Sinclair User


Tour De Force

Author: Chris Jenkins
Publisher: Gremlin
Machine: Spectrum 48K

 
Published in Sinclair User #72

Tour De Force

Tour de Force? Hardly. If anything, Gremlin's pedal-to-the-metal bike racing game is a disappointment compared to Activision's oldie Tour De France (which presumably is to blame for the newer game's odd title). Tour De Force (it means "masterpiece") is a horizontally-scrolling comedy bicycle racing game, so it's unique in that respect.

Unfortunately I found it much too slow, jerky and cluttered to recapture much of the atmosphere of the mad dash over the Alps (or wherever it is) with the yellow-jerseyed leader pumping the old pedals like mad to stay ahead of the one who drinks lots of milk.

The top half of the screen shows the race track. Each level is set in a different country; the first is in Japan, so the course is cluttered with obstacles such as Sumo wrestlers, hay bales and barriers, objects such as bowls of rice and coke bottles, and, of course, lots of other bikes.

Tour De Force

You control your bike simply by selecting the appropriate direction with the joystick; the fire button makes you jump a small distance into the air. This doesn't seem to do you much good, on its own except if you hit a ramp, so that you fly over the heads of your opponents.

To the right of the screen is your heat gauge. If you stay out in front for too long (which is obviously the best way to avoid collisions) you will overheat and lose a life. Picking up coke bottles brings down your temperature.

In the middle of the screen is a map of the course, and a sixty-second timer which you must beat to complete each stage. Also shown are your position, score, and a leering face which presumably indicates your state of health. After falling off three times, hitting a crash barrier and piling into a Sumo, you don't look too happy.

If you win a level, which is pretty difficult considering how easy it is to lose track of which cycle you're controlling, your little cyclist throws up his arms with joy as he passes the line, and you get to load the next level from the tape. Oddly enough, France looks very much like Japan.

What lets the game down is the jerky scrolling; the fact that all the cyclists are identical, so you get confused easily; and the annoying way in which your opponents ride happily through barriers, but if you try it, you end up splattered over the concrete. Even this isn't particularly well done; a shot pause, a cloud of dust and the caption "Crash". Ho hum. Pull the other one. Gremlin - it's got bells on.

Overall Summary

Neither Mean Streak nor Tour De France, this awkward race game fails to take the chequered flag.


Of the lines below, copy those that hold the word "name".

(Beginning of Data for this task)

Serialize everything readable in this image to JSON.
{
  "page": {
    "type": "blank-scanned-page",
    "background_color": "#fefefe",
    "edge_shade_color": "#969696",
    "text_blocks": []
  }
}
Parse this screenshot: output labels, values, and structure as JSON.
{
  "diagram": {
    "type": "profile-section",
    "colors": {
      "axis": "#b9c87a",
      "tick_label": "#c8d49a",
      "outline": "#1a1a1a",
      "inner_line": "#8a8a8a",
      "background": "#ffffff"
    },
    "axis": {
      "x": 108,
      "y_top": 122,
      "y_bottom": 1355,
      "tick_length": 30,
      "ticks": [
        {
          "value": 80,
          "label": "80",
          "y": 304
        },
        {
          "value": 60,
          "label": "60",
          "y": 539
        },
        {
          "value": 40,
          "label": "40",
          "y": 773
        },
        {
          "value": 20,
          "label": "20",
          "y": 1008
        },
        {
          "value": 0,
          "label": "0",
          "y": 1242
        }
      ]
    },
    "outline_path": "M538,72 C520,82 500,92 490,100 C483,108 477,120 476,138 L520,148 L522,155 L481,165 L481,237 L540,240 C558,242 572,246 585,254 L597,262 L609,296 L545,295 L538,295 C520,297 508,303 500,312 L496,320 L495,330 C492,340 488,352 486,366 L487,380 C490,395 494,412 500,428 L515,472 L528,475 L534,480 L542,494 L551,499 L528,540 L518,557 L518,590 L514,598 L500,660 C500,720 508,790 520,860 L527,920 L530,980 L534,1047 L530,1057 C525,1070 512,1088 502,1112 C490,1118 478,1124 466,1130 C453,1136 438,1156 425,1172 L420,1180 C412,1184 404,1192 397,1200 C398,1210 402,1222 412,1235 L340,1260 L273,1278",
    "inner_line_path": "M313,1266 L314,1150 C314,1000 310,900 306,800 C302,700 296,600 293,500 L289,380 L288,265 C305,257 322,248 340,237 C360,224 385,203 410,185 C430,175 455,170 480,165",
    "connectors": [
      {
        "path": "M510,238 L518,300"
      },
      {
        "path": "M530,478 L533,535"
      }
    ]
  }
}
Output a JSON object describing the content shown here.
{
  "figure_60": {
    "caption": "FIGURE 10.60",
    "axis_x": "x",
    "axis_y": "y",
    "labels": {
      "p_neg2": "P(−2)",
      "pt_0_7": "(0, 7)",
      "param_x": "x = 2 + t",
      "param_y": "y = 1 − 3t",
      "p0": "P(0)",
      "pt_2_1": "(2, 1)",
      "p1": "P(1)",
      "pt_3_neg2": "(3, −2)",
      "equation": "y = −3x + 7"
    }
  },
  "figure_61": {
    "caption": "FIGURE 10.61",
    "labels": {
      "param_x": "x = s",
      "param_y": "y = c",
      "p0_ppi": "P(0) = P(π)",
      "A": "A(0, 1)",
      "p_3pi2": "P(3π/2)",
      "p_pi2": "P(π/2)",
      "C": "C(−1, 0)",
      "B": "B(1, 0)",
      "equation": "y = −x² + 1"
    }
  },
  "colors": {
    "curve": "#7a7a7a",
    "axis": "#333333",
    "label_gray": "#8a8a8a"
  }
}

(End of Data for this task)
(Beginning of Data for this task)

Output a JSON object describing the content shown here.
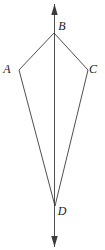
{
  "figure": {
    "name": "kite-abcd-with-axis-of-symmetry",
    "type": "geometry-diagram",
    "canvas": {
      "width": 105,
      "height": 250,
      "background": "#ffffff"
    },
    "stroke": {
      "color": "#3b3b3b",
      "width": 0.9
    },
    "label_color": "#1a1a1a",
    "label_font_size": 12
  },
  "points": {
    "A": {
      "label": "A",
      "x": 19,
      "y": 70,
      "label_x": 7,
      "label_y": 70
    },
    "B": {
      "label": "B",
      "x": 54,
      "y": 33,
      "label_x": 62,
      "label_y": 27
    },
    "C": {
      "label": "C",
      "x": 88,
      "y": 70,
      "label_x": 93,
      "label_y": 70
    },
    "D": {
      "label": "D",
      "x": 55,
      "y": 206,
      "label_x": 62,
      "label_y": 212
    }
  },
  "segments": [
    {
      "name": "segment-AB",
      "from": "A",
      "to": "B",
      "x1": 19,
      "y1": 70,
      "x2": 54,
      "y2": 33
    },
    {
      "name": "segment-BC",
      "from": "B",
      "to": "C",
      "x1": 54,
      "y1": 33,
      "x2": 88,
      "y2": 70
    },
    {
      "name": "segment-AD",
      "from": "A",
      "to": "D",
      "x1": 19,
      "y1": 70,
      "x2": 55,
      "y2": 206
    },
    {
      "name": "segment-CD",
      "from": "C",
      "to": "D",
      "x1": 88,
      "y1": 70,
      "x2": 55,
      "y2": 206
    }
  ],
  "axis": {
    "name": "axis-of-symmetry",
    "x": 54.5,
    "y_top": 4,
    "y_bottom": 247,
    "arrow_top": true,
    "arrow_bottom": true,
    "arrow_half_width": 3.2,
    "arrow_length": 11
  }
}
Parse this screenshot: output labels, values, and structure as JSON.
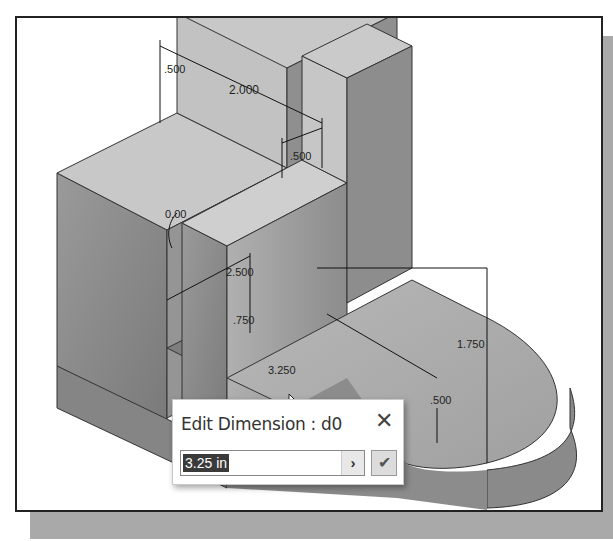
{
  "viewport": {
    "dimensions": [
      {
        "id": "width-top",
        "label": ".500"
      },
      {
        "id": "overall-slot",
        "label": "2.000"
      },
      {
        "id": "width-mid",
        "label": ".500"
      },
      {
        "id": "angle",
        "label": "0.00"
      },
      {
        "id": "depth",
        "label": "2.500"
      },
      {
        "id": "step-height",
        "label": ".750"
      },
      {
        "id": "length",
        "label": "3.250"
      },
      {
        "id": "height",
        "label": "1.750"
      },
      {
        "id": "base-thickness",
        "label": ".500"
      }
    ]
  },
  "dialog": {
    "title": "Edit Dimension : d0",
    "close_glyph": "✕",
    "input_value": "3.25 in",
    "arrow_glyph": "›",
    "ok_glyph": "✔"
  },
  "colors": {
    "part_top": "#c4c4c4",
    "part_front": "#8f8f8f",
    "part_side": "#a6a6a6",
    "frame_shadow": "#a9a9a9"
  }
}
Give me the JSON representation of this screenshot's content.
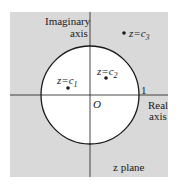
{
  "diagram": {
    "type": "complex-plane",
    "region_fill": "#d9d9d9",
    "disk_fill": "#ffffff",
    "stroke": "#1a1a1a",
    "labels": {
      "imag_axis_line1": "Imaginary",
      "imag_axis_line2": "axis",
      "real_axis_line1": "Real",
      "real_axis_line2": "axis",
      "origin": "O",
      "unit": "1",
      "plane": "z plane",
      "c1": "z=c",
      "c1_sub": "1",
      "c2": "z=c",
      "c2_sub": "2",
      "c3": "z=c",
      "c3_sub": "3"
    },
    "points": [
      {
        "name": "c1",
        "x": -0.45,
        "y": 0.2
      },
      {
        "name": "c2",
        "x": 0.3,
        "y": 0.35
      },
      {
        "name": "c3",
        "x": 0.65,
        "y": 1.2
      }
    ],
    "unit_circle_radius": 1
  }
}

(End of Data for this task)

- _Your response_:
    "name": "kite-abcd-with-axis-of-symmetry",
      "name": "segment-AB",
      "name": "segment-BC",
      "name": "segment-AD",
      "name": "segment-CD",
    "name": "axis-of-symmetry",
        "name": "c1",
        "name": "c2",
        "name": "c3",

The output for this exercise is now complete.